In February of this year, my foot hurt so much I could hardly walk. So, I decided to swim every day for 28 days (the entire month, in other words.)  I am not a fast swimmer. I have improved since I started, true, but I'm still about three to four lanes from the fast folks. At first, this was a depressing realization: I was never going to be competitive. But then, one morning around 5:30 am under the dark sky and stars and steam coming from the pool, I had a crazy thought: what if I just swam for me? 

Forget times. Forget placement in the lane. Forget everything but the hour and a half in the water when I get to swim freestyle and feel the strength in my arms. Or when I can practice my other strokes and learn better technique and watch my body learn the way to move in a new medium. Maybe I'm nuts, but after I shifted my mindset, swimming suddenly became fun. I suck at backstroke-- oh well! Each day I go to swim practice, I do exactly that: practice. Each day, my times come down, and my arms are less tired. Am I fast? I have no idea. What has changed, though, is my attitude.
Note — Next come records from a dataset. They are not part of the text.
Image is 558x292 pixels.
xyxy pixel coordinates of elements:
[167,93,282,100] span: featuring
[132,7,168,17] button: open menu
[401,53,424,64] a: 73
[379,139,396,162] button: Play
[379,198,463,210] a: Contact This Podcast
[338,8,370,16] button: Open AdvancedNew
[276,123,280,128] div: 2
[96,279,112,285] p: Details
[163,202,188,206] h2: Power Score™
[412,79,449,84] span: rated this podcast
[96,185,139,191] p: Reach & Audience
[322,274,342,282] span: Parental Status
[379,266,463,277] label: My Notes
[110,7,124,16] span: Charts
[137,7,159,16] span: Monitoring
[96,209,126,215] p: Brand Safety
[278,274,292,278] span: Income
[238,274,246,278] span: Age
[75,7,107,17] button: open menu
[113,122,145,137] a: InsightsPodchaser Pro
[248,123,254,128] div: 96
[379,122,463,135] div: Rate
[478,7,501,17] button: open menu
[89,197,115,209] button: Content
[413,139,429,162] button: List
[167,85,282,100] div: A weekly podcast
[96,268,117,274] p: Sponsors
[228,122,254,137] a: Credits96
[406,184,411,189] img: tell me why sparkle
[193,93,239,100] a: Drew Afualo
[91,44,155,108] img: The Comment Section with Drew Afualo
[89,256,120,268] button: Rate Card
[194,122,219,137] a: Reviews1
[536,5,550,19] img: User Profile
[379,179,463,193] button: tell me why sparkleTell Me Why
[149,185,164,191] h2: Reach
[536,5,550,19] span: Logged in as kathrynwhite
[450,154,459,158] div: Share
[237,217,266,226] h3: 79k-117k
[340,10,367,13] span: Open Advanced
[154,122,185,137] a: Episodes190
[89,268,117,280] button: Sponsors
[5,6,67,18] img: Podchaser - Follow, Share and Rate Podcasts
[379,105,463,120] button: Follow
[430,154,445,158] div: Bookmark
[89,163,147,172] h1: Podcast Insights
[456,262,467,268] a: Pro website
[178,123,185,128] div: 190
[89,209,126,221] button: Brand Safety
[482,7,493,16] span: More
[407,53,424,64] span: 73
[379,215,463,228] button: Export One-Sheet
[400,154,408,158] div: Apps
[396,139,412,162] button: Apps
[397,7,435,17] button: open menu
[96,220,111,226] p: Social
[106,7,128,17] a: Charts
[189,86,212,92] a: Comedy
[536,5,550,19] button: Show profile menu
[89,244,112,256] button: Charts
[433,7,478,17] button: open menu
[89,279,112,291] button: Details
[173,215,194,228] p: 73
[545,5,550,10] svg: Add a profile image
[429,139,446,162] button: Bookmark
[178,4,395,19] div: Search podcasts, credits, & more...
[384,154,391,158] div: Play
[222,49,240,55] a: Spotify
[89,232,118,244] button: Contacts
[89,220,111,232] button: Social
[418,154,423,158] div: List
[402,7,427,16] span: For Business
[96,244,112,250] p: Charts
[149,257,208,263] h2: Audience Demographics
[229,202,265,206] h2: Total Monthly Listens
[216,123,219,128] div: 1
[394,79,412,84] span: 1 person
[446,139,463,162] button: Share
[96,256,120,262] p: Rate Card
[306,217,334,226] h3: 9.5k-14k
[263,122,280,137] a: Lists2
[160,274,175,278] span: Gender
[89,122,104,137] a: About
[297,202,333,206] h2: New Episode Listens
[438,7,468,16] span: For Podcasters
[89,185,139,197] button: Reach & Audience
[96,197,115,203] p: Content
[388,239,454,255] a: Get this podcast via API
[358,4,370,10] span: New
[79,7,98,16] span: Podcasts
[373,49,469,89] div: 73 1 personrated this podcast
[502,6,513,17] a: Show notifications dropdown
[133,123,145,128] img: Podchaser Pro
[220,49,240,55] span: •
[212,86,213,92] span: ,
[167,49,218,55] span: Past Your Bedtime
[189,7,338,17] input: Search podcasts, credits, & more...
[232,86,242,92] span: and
I do best each and every day: sometimes that means a PR, but most days it doesn't. What is consistent, however, is the feeling of accomplishment I have when I scale the pool wall after another practice. I am better than I was an hour before. How can that not make you smile? 

Cycling, too, has taught me the lesson of practice. I have so much to learn and so much fitness to gain. However, each time I ride, I tell myself I need only do my best. Maybe my best is slower than all the other riders. Maybe it is faster. Maybe it is same speed they are. No matter. My cycling, like my swimming, is my own. 

I thought of all this today when I stepped on the treadmill for my first "run." It wasn't really a run per se-- a 30 minute walk with three one-minute jogs spaced equally throughout to help my joints and bones re-adjust to the demands of running. Walking on a treadmill in a gym immediately made me feel awful about myself and I couldn't help those thoughts of "what are all those people thinking about me? They probably think I'm fat, or ugly or obese of pathetic." I longed for those days when running was as natural as breathing. 

But then those feelings faded. Perhaps it's age or wisdom or some combination of both: but I realized that running, too, is a practice. I may be slow. I may not win a race again, ever. But after today, I know I'll run again. Just as I'll swim and cycle again, too. 

After all, those are the joys that make up my day-to-day life; that give me peace and happiness. No matter the speed, I live to push myself as hard as I am able.